To me, investing must go beyond talent, customer, and partner introductions. Especially in the early stages, founders need investors with a sophisticated understanding of the sector they are trying to disrupt and deep connections to the key players and distribution channels who can improve the trajectory of their business.
I’m so glad to say that this vision has come to life in Sapphire Sport, which is why I joined as a Partner in February. I was initially drawn to our LP base — the owners and investors of major sports franchises, entertainment groups and lifestyle brands, all of them leaders in the art of powerfully connecting their brands to their audiences but also humble enough to acknowledge that consumer technology is key towards reaching the next generation and maintaining that market leadership position.
Having grown up in and around sports, the idea of several dozen LPs who compete on the field collaborating in one venture fund was hard to believe.
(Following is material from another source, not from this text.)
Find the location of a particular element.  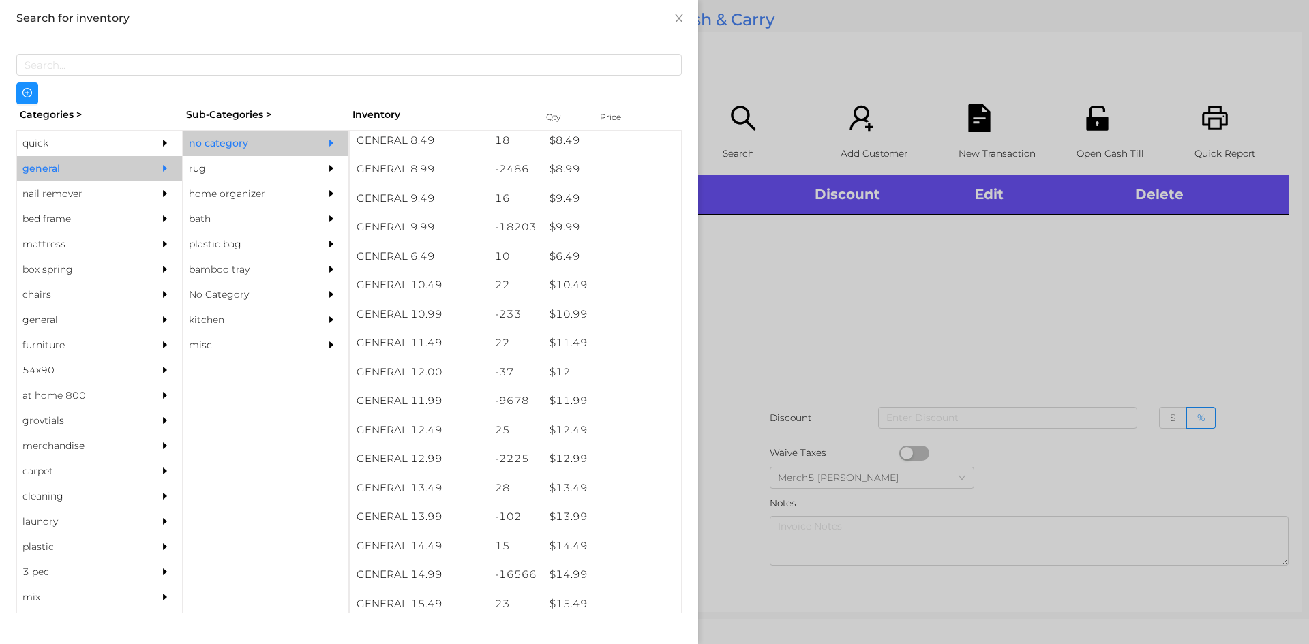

But they did – owners and investors from major U.S. sports franchises— NFL, MLB, NBA, WNBA, NHL, and MLS— , City Football Group, owners of English Premier League champions Manchester City; as well as strategic entertainment organizations, family offices and institutional investors. These LPs look to Sapphire Sport as their consumer tech insiders, to generate superior returns but also providing insights into next-generation, tested and scalable investment processes, highly relevant deal flow, actionable collaboration opportunities, and more. And for us, this partnership offers a sector-focused vantage point at a level higher than our peers, with an emphasis on media, gaming, e-commerce, and health & human performance.
And feedback from our founders tells us the model is working, “Very few investors, surprising as it may sound, have thought deeply about the opportunity spaces they map and model. They don’t get the difference between ‘trendy’ and a genuine ‘trend’…Sapphire Sport had thought deeply about the advantages and disadvantages of our space, the challenges and partnerships necessary for success (and necessary to avoid), and how they can leverage their network and LPs in order to maximise founder and company success,” explains Ryan Mullins, Founder & CEO of Aglet.
Not only do our LPs and their talent directly co-invest alongside us in funding rounds — most recently, Tonal in March and Overtime in April — but they actively seek relationships with our portfolio companies in order to stay on the cutting edge. The magnitude of consumers that this LP base touches is enormous, both online and IRL. What an opportunity that is to band together the world’s most innovative lifestyle brands and founders in order to shape the next generation for the better. It’s not sports tech; it’s about the entire consumer landscape.